The controversial language was quietly incorporated into an intelligence authorization bill that passed the Senate on Tuesday and then the House on Wednesday.
The legislation, privacy advocates say, sanctions for the first time the executive branch’s warrantless collection of American communications under Executive Order 12333, issued in 1981 to authorize the interception of communications overseas.
Section 309 of the intelligence bill sets a five-year limit, with many exceptions, on the retention of U.S. persons’ communications collected under that order, which was issued well before widespread use of cellphones and the Internet.
Members of Rep. Justin Amash’s staff noticed the section Wednesday morning, and the Michigan Republican rushed to the House floor, rallied opposition with a letter to colleagues and secured a roll call vote.
But opponents failed to defeat the bill, which passed 325-100 and now heads to President Barack Obama for his signature.
“This whole thing is so upsetting to me,” says John Napier Tye, a former State Department Internet policy official who went public as a whistleblower in July. Tye warns that U.S. spy agencies can evade congressional oversight and use the order to scoop up vast amounts of American communications routinely routed through foreign cables and servers.
“It is good that Congress is trying to regulate 12333 activities,” Tye says. “But the language in this bill just endorses a terrible system that allows the NSA to take virtually everything Americans do online and use it however it wants according to the rules it writes.” He says that includes sharing the intercepts with foreign governments and domestic law enforcement.
The provision says “any nonpublic telephone or electronic communication” sent by or among Americans that’s intercepted by intelligence agencies without a court order or subpoena can be stored for five years.
Intercepted communications can be stored longer if they are encrypted, include evidence of a crime or meet other exceptions.
“The NSA can take everything an American does online [and] write its own rules for how to share it with foreign governments and with the FBI, allowing a huge amount of American data to [be used to] prosecute Americans with no court oversight,” Tye says.
The New York Times reported in August that the Obama administration is rewriting internal policies to allow the FBI direct access to a database of raw communications collected under the executive order.
There’s no specification in the legislation of crimes that would qualify communications for distribution to law enforcement. “The executive branch writes its own rules,” Tye says, with the FBI using parallel construction to obscure the true origin of some criminal investigations.
Amash’s chief of staff, Will Adams, says there will be congressional pushback against the expansive executive order next year.
“All of this surveillance is done without any legal process,” Adams says.
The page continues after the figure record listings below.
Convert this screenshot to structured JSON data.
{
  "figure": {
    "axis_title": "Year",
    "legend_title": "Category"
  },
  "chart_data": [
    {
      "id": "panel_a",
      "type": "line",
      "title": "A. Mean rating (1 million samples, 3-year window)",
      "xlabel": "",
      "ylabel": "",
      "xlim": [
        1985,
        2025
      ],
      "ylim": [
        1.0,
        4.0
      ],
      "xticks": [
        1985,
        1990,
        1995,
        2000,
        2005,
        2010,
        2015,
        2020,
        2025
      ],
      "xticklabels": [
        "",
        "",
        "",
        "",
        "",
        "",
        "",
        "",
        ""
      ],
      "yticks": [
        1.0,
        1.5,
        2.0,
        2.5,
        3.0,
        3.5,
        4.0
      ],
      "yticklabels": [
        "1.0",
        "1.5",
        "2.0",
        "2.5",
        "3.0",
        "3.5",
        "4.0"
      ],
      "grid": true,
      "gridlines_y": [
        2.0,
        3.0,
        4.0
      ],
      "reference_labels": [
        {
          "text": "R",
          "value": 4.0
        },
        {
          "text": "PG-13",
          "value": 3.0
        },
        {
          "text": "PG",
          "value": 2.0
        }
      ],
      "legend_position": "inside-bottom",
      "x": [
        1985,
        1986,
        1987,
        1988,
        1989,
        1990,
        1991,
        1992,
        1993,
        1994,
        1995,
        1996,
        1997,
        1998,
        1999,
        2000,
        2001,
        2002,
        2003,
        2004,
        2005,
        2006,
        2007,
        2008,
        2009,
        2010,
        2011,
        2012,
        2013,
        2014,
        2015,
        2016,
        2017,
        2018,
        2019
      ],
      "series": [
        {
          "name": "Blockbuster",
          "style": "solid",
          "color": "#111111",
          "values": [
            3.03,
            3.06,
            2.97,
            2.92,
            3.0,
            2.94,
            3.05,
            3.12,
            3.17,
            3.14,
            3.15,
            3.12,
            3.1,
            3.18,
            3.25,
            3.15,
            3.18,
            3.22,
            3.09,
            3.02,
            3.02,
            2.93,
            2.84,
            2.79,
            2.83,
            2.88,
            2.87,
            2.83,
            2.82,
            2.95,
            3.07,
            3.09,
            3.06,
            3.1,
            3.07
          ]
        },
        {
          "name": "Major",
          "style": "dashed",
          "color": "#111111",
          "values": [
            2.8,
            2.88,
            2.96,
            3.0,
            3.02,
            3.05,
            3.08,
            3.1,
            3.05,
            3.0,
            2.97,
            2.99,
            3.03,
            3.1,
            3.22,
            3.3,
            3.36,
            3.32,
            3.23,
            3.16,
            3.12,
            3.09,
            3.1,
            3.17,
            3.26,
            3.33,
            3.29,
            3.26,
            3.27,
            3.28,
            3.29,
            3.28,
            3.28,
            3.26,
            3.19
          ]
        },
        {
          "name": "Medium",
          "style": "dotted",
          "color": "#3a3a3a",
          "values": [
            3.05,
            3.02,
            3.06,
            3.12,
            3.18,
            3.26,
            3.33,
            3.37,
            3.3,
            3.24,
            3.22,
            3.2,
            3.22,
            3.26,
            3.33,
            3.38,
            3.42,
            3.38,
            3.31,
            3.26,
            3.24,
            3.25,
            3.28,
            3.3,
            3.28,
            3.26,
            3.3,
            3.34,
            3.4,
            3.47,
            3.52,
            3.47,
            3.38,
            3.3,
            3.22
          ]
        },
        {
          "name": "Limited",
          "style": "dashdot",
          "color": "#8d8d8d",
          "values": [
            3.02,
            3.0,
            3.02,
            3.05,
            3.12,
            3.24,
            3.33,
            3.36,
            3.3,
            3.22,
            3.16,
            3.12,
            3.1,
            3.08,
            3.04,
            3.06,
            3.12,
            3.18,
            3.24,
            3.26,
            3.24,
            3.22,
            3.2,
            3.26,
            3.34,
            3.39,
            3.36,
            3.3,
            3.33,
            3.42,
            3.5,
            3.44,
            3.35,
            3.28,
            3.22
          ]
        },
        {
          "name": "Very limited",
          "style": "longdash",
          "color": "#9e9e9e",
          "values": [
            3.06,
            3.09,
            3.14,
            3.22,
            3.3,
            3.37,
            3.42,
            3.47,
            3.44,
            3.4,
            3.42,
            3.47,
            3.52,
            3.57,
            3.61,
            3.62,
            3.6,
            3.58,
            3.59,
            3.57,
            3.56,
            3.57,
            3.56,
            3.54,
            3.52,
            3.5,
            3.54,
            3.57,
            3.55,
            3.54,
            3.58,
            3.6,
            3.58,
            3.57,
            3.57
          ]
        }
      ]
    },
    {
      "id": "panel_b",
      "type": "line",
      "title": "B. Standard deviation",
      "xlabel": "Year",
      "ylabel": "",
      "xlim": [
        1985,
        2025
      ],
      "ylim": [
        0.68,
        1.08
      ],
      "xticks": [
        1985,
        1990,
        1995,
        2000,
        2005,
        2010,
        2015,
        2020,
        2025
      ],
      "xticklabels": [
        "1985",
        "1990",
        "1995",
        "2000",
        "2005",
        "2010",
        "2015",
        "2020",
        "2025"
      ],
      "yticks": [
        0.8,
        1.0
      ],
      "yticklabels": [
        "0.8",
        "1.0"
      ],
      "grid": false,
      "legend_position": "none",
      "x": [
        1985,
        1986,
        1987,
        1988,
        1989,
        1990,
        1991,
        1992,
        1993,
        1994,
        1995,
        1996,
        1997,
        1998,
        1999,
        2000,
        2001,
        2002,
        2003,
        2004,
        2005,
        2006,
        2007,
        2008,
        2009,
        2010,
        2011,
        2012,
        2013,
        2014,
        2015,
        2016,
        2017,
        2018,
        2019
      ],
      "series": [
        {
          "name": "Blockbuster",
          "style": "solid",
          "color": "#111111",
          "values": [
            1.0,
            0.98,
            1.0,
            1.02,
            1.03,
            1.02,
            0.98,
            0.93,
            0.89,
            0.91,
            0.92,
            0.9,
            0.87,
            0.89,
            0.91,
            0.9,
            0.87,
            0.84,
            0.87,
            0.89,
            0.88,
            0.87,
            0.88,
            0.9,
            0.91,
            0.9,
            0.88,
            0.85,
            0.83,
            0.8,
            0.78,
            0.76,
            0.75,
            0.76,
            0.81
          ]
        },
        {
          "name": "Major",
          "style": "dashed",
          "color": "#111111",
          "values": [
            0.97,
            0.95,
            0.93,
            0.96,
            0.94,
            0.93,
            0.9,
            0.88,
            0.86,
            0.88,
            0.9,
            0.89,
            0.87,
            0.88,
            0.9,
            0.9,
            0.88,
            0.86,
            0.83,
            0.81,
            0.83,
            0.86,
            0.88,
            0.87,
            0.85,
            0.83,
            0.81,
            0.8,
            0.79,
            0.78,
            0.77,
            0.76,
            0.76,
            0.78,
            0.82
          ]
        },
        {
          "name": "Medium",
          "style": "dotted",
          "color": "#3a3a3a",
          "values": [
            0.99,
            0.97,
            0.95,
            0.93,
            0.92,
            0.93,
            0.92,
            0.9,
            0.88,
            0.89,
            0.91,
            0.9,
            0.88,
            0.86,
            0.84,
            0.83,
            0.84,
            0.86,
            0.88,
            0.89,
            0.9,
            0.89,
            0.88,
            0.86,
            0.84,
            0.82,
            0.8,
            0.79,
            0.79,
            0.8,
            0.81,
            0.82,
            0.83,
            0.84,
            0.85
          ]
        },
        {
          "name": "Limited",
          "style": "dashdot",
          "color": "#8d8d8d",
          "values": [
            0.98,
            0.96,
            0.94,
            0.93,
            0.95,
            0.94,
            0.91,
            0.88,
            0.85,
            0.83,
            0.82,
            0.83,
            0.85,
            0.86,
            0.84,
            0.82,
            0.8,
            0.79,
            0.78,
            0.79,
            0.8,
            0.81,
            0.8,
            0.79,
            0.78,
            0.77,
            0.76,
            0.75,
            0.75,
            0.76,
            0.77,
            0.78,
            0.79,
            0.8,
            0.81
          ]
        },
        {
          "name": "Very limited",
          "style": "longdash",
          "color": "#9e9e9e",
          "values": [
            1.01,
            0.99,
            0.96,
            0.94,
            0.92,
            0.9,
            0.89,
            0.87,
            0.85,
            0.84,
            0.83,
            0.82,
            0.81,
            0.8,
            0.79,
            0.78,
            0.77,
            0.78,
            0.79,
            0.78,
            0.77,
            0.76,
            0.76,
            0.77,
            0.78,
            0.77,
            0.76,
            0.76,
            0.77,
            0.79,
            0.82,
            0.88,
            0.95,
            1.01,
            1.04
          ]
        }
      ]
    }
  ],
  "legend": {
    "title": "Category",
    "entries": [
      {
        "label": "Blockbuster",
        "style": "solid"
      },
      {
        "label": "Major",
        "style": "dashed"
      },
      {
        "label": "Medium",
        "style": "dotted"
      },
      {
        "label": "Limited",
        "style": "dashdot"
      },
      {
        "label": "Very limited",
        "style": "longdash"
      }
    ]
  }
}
He expects privacy-minded senators and House lawmakers to fight to limit use of the order alongside efforts to reform the controversial and better-known provisions of the Patriot Act and the Foreign Intelligence Surveillance Act.
The section of the bill is widely believed to have been drafted by leaders of the Senate Intelligence Committee, which on Tuesday released an executive summary of a still-classified report on the CIA’s use of brutal interrogation tactics.
“It’s interesting that this provision gets rushed through the same week the same committee puts out its torture report that documents unsupervised and very troubling actions by our intelligence community,” Adams says. “It’s an inopportune time to give the intelligence community even more surveillance power without court supervision and without congressional oversight.”
Neema Singh Guliani, a legislative counsel at the American Civil Liberties Union’s Washington Legislative Office, says that although the provision “appears to be an attempt by Congress to place statutory restrictions on the retention of information collected under EO 12333,” its wording is inadequate and contains “significant loopholes.”
“Given the lack of information on how information collected under EO 12333 is currently being treated and the weakness of the provision, it is difficult to determine whether the restrictions in Section 309 would be an improvement over current practice,” Guliani says.
“The legitimate concern raised by Amash and others,” she adds, “is that ambiguities in the drafting of the bill could be read as congressional ratification of intelligence activities occurring under EO 12333. Congress should take steps to make clear that the provisions are not intended to authorize intelligence collection under EO 12333 or any other executive orders.”